At 90, Everhart is still an avid bridge player and helped organize bridge games at the Santa Fe Women's Club. "You need four people to play bridge, so I would often have to scrounge around to make sure that we had enough participants," she said.

As spry as ever, she keeps up with her volunteer work and walks her dogs, Stuart and Spike, twice a day. She's also an ardent reader of detective novels. "I love to see how quickly I can solve the plot," she said.

This summer — with her childrens' blessing, but for one request as a result of a recent misadventure — Everhart plans on visiting Scotland to relive her ancestral past.
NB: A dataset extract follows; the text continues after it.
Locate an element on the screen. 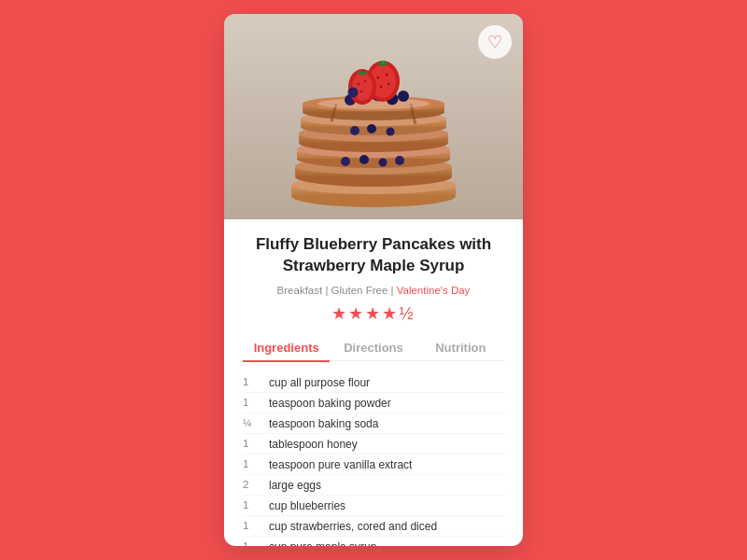 The image size is (747, 560). recipe-tabs: Ingredients Directions Nutrition is located at coordinates (374, 349).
In 2010, while on a trip to Malaga, Spain, Everhart rented a motor scooter, slipped down a 10-foot embankment and broke her hip. Not knowing anyone there or how to speak Spanish, she managed to survive a 30-hour plane trip back to Santa Fe. When her daughter picked her up at the Albuquerque airport, she drove back to Santa Fe going 90 miles an hour. Everhart was admitted to Christus St. Vincent Regional Medical Center, where she received excellent care and a new hip — and completed physical therapy two days early.

"My children are really excited that I'm going back to Scotland, but they all said, "Please don't rent a motor scooter."

Ana Pacheco's weekly tribute to our community elders appears every Sunday. She can be reached at 505-474-2800.